Ben Ainslie is also known for becoming stronger as a regatta progresses, so hearing him say that he would be happy with a top-three place as defender of the world title and then seeing him notch up a third and a fifth in the opening pair of races can only have sent a shiver down the spine of his competitors.

Not that Finn sailors are known for a lack of self-confidence, and that never-say-die attitude could not have been more perfectly demonstrated than by Ainslie himself in his second race.
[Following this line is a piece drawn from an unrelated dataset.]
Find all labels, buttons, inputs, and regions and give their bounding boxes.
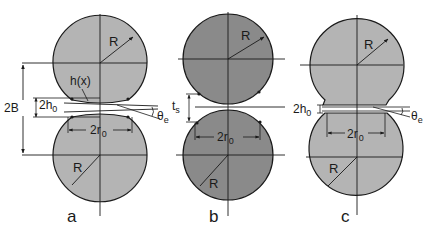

Having "messed up a bit, I really got the first leg badly wrong," he said. He was 32nd at the top mark and finished the day fourth overall with the leader, Sebastien Godefroid, of Belgium, being the only one of his serious rivals ahead of him.

Yesterday saw Shirley Robertson start the second half of her campaign in the three-woman Yngling class as the remainder of the 11 Olympic classes simultaneously contested their world championships, the 49er high performance dinghy, the 470 dinghy for both men and women, the Tornado catamaran and the Laser singlehander.

The first of the 11 world champions has already been crowned. Siren Sundby of Norway won the Europe singlehander, the class in which Robertson won gold in Sydney. Laura Baldwin is the top-placed Briton in 31st.